City Adopts Two Additional Elements to its Master Plan
School Facilities and Community Design
Added to Las Vegas 2020 Master Plan
The Las Vegas City Council adopted two elements to its master plan Wednesday. The School Facilities and Community Design Elements are two of 18 master plan elements that are required by state of Nevada statute.
The School Facilities Element describes the school systems and facilities located in the city of Las Vegas and sets forth goals, policies and programs that encourage decision-makers to provide support for these facilities and ensure that they are easily accessible to the public.
The School Facilities Element encourages a joint planning effort between the city of Las Vegas and the Clark County School District. The city will coordinate the notification of a proposed school’s neighborhood prior to its design and development to ensure community involvement. The city’s zoning code, Title 19, is proposed to be amended to require a special use permit and site development review for primary and secondary schools located within the city. Lastly, the city supports the design of community schools to enable public use of school recreational facilities and open space.
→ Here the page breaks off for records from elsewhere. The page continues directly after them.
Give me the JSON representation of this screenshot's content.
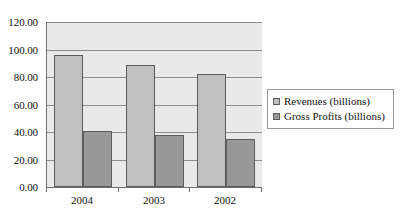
{
  "chart_data": {
    "type": "bar",
    "title": "",
    "subtitle": "",
    "xlabel": "",
    "ylabel": "",
    "categories": [
      "2004",
      "2003",
      "2002"
    ],
    "series": [
      {
        "name": "Revenues (billions)",
        "values": [
          96.0,
          89.0,
          82.0
        ],
        "color": "#c0c0c0"
      },
      {
        "name": "Gross Profits (billions)",
        "values": [
          41.0,
          38.0,
          35.0
        ],
        "color": "#989898"
      }
    ],
    "ylim": [
      0,
      120
    ],
    "y_ticks": [
      0,
      20,
      40,
      60,
      80,
      100,
      120
    ],
    "y_tick_labels": [
      "0.00",
      "20.00",
      "40.00",
      "60.00",
      "80.00",
      "100.00",
      "120.00"
    ],
    "grid": true,
    "grid_axis": "y",
    "legend": true,
    "legend_position": "right",
    "plot_background": "#e9e9e9",
    "figure_background": "#ffffff",
    "axis_color": "#6e6e6e",
    "gridline_color": "#8a8a8a"
  },
  "legend": {
    "entries": [
      {
        "label": "Revenues (billions)"
      },
      {
        "label": "Gross Profits (billions)"
      }
    ]
  }
}
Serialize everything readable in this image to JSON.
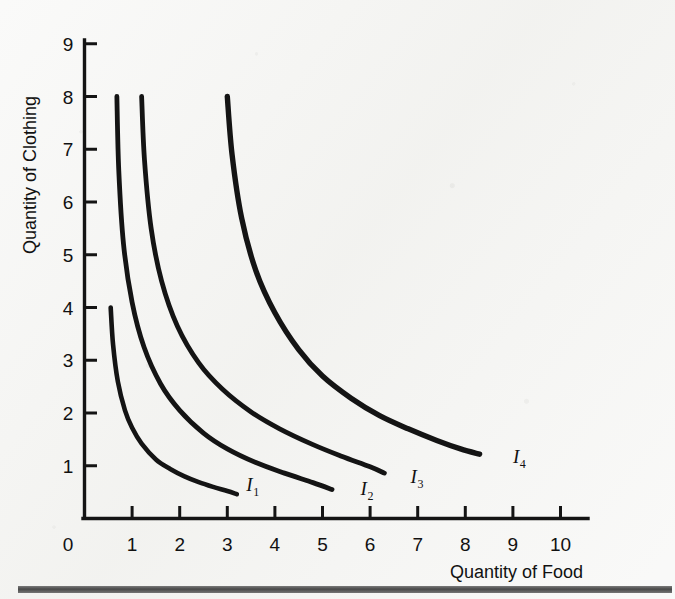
{
  "figure": {
    "background_color": "#f4f4f2",
    "ink_color": "#141414"
  },
  "axes": {
    "x_title": "Quantity of Food",
    "y_title": "Quantity of Clothing",
    "x_ticks": [
      "1",
      "2",
      "3",
      "4",
      "5",
      "6",
      "7",
      "8",
      "9",
      "10"
    ],
    "y_ticks": [
      "1",
      "2",
      "3",
      "4",
      "5",
      "6",
      "7",
      "8",
      "9"
    ],
    "origin_label": "0"
  },
  "curve_labels": [
    {
      "base": "I",
      "sub": "1"
    },
    {
      "base": "I",
      "sub": "2"
    },
    {
      "base": "I",
      "sub": "3"
    },
    {
      "base": "I",
      "sub": "4"
    }
  ],
  "footer": {
    "rule_color": "#3a3a3a"
  },
  "chart_data": {
    "type": "line",
    "xlabel": "Quantity of Food",
    "ylabel": "Quantity of Clothing",
    "xlim": [
      0,
      10.4
    ],
    "ylim": [
      0,
      9.4
    ],
    "grid": false,
    "legend": "inline-end-of-curve",
    "x_ticks": [
      1,
      2,
      3,
      4,
      5,
      6,
      7,
      8,
      9,
      10
    ],
    "y_ticks": [
      1,
      2,
      3,
      4,
      5,
      6,
      7,
      8,
      9
    ],
    "annotations": [
      {
        "text": "I1",
        "x": 3.4,
        "y": 0.52
      },
      {
        "text": "I2",
        "x": 5.8,
        "y": 0.45
      },
      {
        "text": "I3",
        "x": 6.85,
        "y": 0.68
      },
      {
        "text": "I4",
        "x": 9.0,
        "y": 1.05
      }
    ],
    "series": [
      {
        "name": "I1",
        "utility_constant": 1.5,
        "x": [
          0.55,
          0.6,
          0.7,
          0.85,
          1.0,
          1.2,
          1.5,
          1.8,
          2.1,
          2.4,
          2.7,
          3.0,
          3.2
        ],
        "y": [
          4.0,
          3.3,
          2.6,
          2.05,
          1.72,
          1.42,
          1.12,
          0.94,
          0.8,
          0.69,
          0.6,
          0.52,
          0.46
        ]
      },
      {
        "name": "I2",
        "utility_constant": 3.2,
        "x": [
          0.68,
          0.72,
          0.82,
          1.0,
          1.25,
          1.6,
          2.0,
          2.5,
          3.0,
          3.6,
          4.2,
          4.8,
          5.2
        ],
        "y": [
          8.0,
          6.6,
          5.2,
          4.1,
          3.25,
          2.55,
          2.05,
          1.62,
          1.32,
          1.06,
          0.86,
          0.68,
          0.55
        ]
      },
      {
        "name": "I3",
        "utility_constant": 4.4,
        "x": [
          1.2,
          1.26,
          1.4,
          1.62,
          1.95,
          2.4,
          2.9,
          3.5,
          4.1,
          4.8,
          5.4,
          6.0,
          6.3
        ],
        "y": [
          8.0,
          6.8,
          5.5,
          4.5,
          3.65,
          2.95,
          2.45,
          2.02,
          1.7,
          1.4,
          1.18,
          0.98,
          0.86
        ]
      },
      {
        "name": "I4",
        "utility_constant": 9.0,
        "x": [
          3.0,
          3.1,
          3.3,
          3.6,
          4.0,
          4.5,
          5.0,
          5.6,
          6.2,
          6.8,
          7.4,
          7.9,
          8.3
        ],
        "y": [
          8.0,
          6.9,
          5.7,
          4.7,
          3.9,
          3.2,
          2.7,
          2.28,
          1.95,
          1.7,
          1.48,
          1.32,
          1.22
        ]
      }
    ]
  }
}
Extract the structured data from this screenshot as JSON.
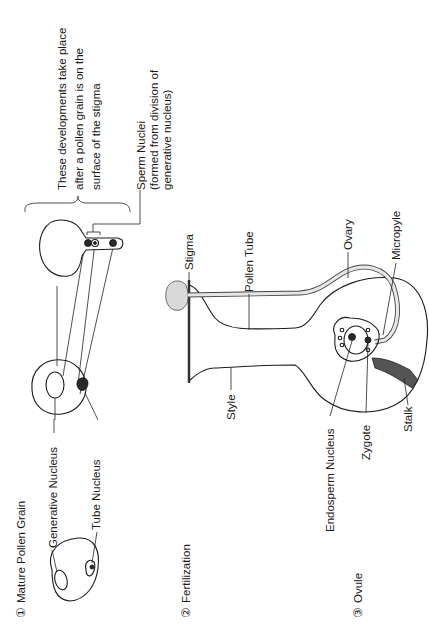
{
  "diagram": {
    "orientation": "rotated-90-ccw",
    "sections": [
      {
        "number": "①",
        "title": "Mature Pollen Grain"
      },
      {
        "number": "②",
        "title": "Fertilization"
      },
      {
        "number": "③",
        "title": "Ovule"
      }
    ],
    "pollen_labels": {
      "generative_nucleus": "Generative Nucleus",
      "tube_nucleus": "Tube Nucleus"
    },
    "note": {
      "line1": "These developments take place",
      "line2": "after a pollen grain is on the",
      "line3": "surface of the stigma"
    },
    "sperm_label": {
      "line1": "Sperm Nuclei",
      "line2": "(formed from division of",
      "line3": "generative nucleus)"
    },
    "flower_labels": {
      "stigma": "Stigma",
      "pollen_tube": "Pollen Tube",
      "style": "Style",
      "ovary": "Ovary",
      "micropyle": "Micropyle",
      "endosperm_nucleus": "Endosperm Nucleus",
      "zygote": "Zygote",
      "stalk": "Stalk"
    },
    "colors": {
      "line": "#1a1a1a",
      "background": "#ffffff",
      "stipple": "#d9d9d9"
    }
  }
}
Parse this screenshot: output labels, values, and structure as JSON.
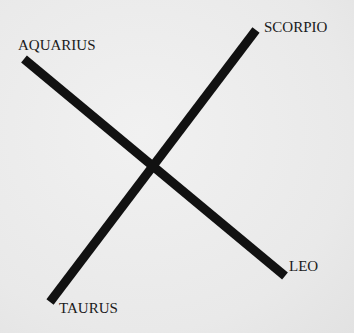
{
  "diagram": {
    "type": "crossing-lines",
    "labels": {
      "top_left": "AQUARIUS",
      "top_right": "SCORPIO",
      "bottom_right": "LEO",
      "bottom_left": "TAURUS"
    },
    "lines": [
      {
        "from": "AQUARIUS",
        "to": "LEO",
        "x1": 24,
        "y1": 59,
        "x2": 285,
        "y2": 276
      },
      {
        "from": "SCORPIO",
        "to": "TAURUS",
        "x1": 256,
        "y1": 30,
        "x2": 50,
        "y2": 302
      }
    ],
    "line_color": "#111111",
    "background_color": "#ececec"
  }
}
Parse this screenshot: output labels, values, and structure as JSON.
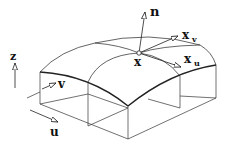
{
  "diagram": {
    "type": "parametric-surface-patch",
    "labels": {
      "normal": "n",
      "point": "x",
      "tangent_v": "x",
      "tangent_v_sub": "v",
      "tangent_u": "x",
      "tangent_u_sub": "u",
      "axis_z": "z",
      "axis_u": "u",
      "axis_v": "v"
    },
    "colors": {
      "stroke": "#222222",
      "background": "#ffffff"
    }
  }
}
The Community Design Element of the Las Vegas 2020 Master Plan replaces the original Urban Design Element which was adopted in April 1992. Since 1992, the city has implemented several programs considering urban design matters in the city’s zoning and subdivision regulations, and development and design standards.
Additionally, urban design guidelines have been developed for street, highway, trail, transit and parking facilities, housing programs, historic districts and sites. Finally, landscape standards have been developed for public and private projects. The practice of urban design has evolved to embrace provisions for citizens’ health and safety, and environmental sustainability through sound resource conservation and management practices.
The elements key will be accomplished by amending the Las Vegas Zoning Code
Title 19 to:
· Create development standards for Transit Oriented Design to improve transportation connectivity to reduce the use of automobiles, fossil fuels and greenhouse gas emissions, foster a healthy lifestyle and minimize the amount of land used for development.
· Create a form-based code, a type of zoning code that utilizes graphics to illustrate zoning regulations, with an emphasis on the form and scale of buildings to improve community design standards, establish neighborhood identities and context, and enhance the appropriate mix of uses and connectivity within and between neighborhoods and/or districts.
· Establish guidelines and standards for infill and new development that support sustainable growth through resource conservation and management.
City Designates Woodlawn Cemetery
to Historic Landmarks Register

The Las Vegas City Council has designated the Woodlawn Cemetery, located at 1500 Las Vegas Blvd. North, as a city historic landmark.
The Historic Preservation Commission nominated the cemetery because it meets the city’s historic landmark designation requirements; it is older than 50 years, it reflects the city’s cultural, social, political and economic past and it is an established visual feature within the city.
This designation meets many of city’s historic preservation goals listed in the Las Vegas 2020 Master Plan and its Historic Properties Preservation Element including the preservation, maintenance and protection of districts of historic interest and to promote and encourage the stability of designated landmarks by preserving their historical and architectural integrity.
The cemetery continues to operate today more than 90 years since it opened in 1915. Woodlawn Cemetery is basically 40 acres created from three phases of development. This first section is extremely important in design and content as those who are buried in this section are a finite number of original pioneers that were responsible for the creation and survival of the community. According to the nomination report for the National Register of Historic Places, the cemetery includes “…members of nearly every pioneer family that lived in the Las Vegas Valley during the formative years.” The former sexton's or caretaker’s residence and one of Las Vegas' first well sites remain in this first section.
The first section, which borders Las Vegas Boulevard on the western edge, was designed and dated July 22, 1914, by surveyor J.T. McWilliams. McWilliams was a master of his trade and was responsible for nearly every major civic civil engineering project in the early historic period of the formation of the community of Las Vegas. He surveyed all of the original land purchases for the San Pedro Los Angeles & Salt Lake Railroad and designed the first official townsite in Las Vegas. City records from 1914 -1916 confirm the cemetery’s function as the community’s cemetery with an appointed Board of Trustees, the hiring of the sexton, and the construction of a tool house (later the sexton’s residence) and the well.
The second 10-acre section which borders the first to the east was designed and dated by Las Vegas City Engineer George Rittenhouse Sept. 20, 1944. Its burials date to the mid-forties, during a period of extreme growth in Las Vegas’ history due to war-time economics when the population grew from approximately 8,000 to 40,000.
The third and last 20-acre section borders the second to the east and hosts burials dating to the early sixties. It is relatively new and is not as historically significant as the first and second sections except that this is where the cemeteries that predate Woodlawn Cemetery intersect with it thus confirming it as the community’s preferred site for its burials.
There isn’t any other existing example of a Las Vegas location where all members of the pioneering community gathered. The early pioneers interred at Woodlawn represent the general demographic of early Las Vegas and the broad spectrum of groups that built the city. The cemetery broke the barriers of inclusion such as class, race and gender in death that existed in life. Woodlawn Cemetery became the indicator of a cohesive society that made a long-term commitment to the future of Las Vegas.